Categories
Accessory AirPods AirPods 2 AirPods Max AirPods Pro AirPods Pro 2 Apple Apple Silicon Apps battery Benchmark Bluetooth Desktop Mac Developer Fun Game Hardware iOS iOS 16 iOS 17 iPad iPad Air iPad mini iPad Pro iPadOS iPadOS 16 iPadOS 17 iPhone iPhone iPhone 12 iPhone 13 iPhone 14 iPhone 15 iPhone SE M1 M2 M3 M3 Max M3 Pro M3 Ultra Mac Mac Desktop Mac mini Mac Pro Mac Studio MacBook MacBook Air MacBook Pro macOS Microsoft News Processors retail Software Sonoma Windows wireless

Apple addresses its future role in high-end gaming, highlights recent hardware and software-based improvements

If you’re a fan of gaming on the Mac, you’re going to like this.

Inverse’s Raymond Wong on Thursday published an in-depth overview of Apple’s increasing push towards high-end gaming on the macOS platform. the story includes interviews with Apple marketing managers Gordon Keppel and Leland Martin.

Among the biggest reasons that high-end gaming has improved on the Mac in recent years is the transition from Intel processors to Apple silicon, allowing for improved performance-per-watt. The new M3, M3 Pro, and M3 Max chips for the Mac feature hardware-accelerated ray tracing and mesh shading for improved graphics rendering, which is especially beneficial for high-end AAA games.

“Now, every Mac that ships with Apple silicon can play AAA games pretty fantastically,” said Keppel. “Apple silicon has been transformative of our mainstream systems that got tremendous boosts in graphics with M1, M2, and now with M3.”

Where the iPhone and iPad are concerned, the development process has also been simplified:

“If you look at the Mac lineup just a few years ago, there was a mix of both integrated and discrete GPUs,” said Martin. “That can add complexity when you’re developing games. Because you have multiple different hardware permutations to consider. Today, we’ve effectively eliminated that completely with Apple silicon, creating a unified gaming platform now across iPhone, iPad, and Mac. Once a game is designed for one platform, it’s a straightforward process to bring it to the other two. We’re seeing this play out with games like Resident Evil Village that launched first [on Mac] followed by iPhone and iPad.”

Another new technology built into the M3 chip family is Dynamic Caching, which allows the GPU to allocate memory usage in real-time. Apple has stated that this capability “dramatically increases GPU utilization and performance” for demanding apps and games.

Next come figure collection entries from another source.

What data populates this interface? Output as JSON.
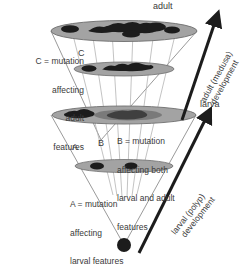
{
  "figure": {
    "type": "developmental-fate-cone-diagram",
    "background_color": "#ffffff",
    "ellipse_fill": "#a3a3a3",
    "ellipse_stroke": "#6e6e6e",
    "blob_color": "#1c1c1c",
    "line_color": "#9a9a9a",
    "arrow_color": "#1c1c1c",
    "text_color": "#3a3a3a"
  },
  "stage_labels": {
    "adult": "adult",
    "larva": "larva"
  },
  "axis_labels": {
    "adult_development_line1": "adult (medusa)",
    "adult_development_line2": "development",
    "larval_development_line1": "larval (polyp)",
    "larval_development_line2": "development"
  },
  "markers": {
    "a": "A",
    "b": "B",
    "c": "C"
  },
  "legend": {
    "c": {
      "line1": "C = mutation",
      "line2": "affecting",
      "line3": "adult",
      "line4": "features"
    },
    "b": {
      "line1": "B = mutation",
      "line2": "affecting both",
      "line3": "larval and adult",
      "line4": "features"
    },
    "a": {
      "line1": "A = mutation",
      "line2": "affecting",
      "line3": "larval features"
    }
  },
  "levels": [
    {
      "name": "adult-top-disc",
      "cy": 31,
      "rx": 73,
      "ry": 10,
      "blob_count": 6
    },
    {
      "name": "adult-mid-disc",
      "cy": 69,
      "rx": 50,
      "ry": 7,
      "blob_count": 4
    },
    {
      "name": "larva-disc",
      "cy": 115,
      "rx": 72,
      "ry": 9,
      "blob_count": 3
    },
    {
      "name": "larva-early-disc",
      "cy": 166,
      "rx": 49,
      "ry": 6,
      "blob_count": 2
    },
    {
      "name": "zygote",
      "cy": 245,
      "rx": 7,
      "ry": 7,
      "blob_count": 1
    }
  ]
}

On the software side, macOS Sonoma offers a new Game Mode feature that temporarily prioritizes CPU and GPU performance for gaming. Game Mode also lowers AirPods audio latency, and reduces input latency with popular third-party game controllers by doubling the Bluetooth sampling rate.

Earlier this year, Apple released a new toolkit to the developer community that makes it easier to port Windows games to the Mac. The toolkit provides an emulation environment that allows developers to run their existing, unmodified Windows game on the Mac and quickly evaluate how well the game could run on macOS before writing any code.

“We’ve definitely seen interest from developers and publishers like Kojima Productions and Annapurna Interactive Games on how to take advantage of both parts of the Game Porting Toolkit,” Martin said. “When you download the toolkit, there’s really two parts to it. There’s that emulation environment and that’s helped demonstrate today’s game — you drop in an existing Windows game and see how well it could run on the Mac. The second part is the Metal shader converter and that’s there to help developers convert their tens of thousands of shader code into Metal. And they’ve praised how incredibly useful this is and how it’s saved them a bunch of time in their development timeline.”

Several AAA/high-profile games launched for the Mac this year, including a Resident Evil 4 remake, Resident Evil Village, Stray, and Baldur’s Gate 3. Death Stranding Director’s Cut and Assassin’s Creed Mirage are also expected to launch on the Mac in 2024.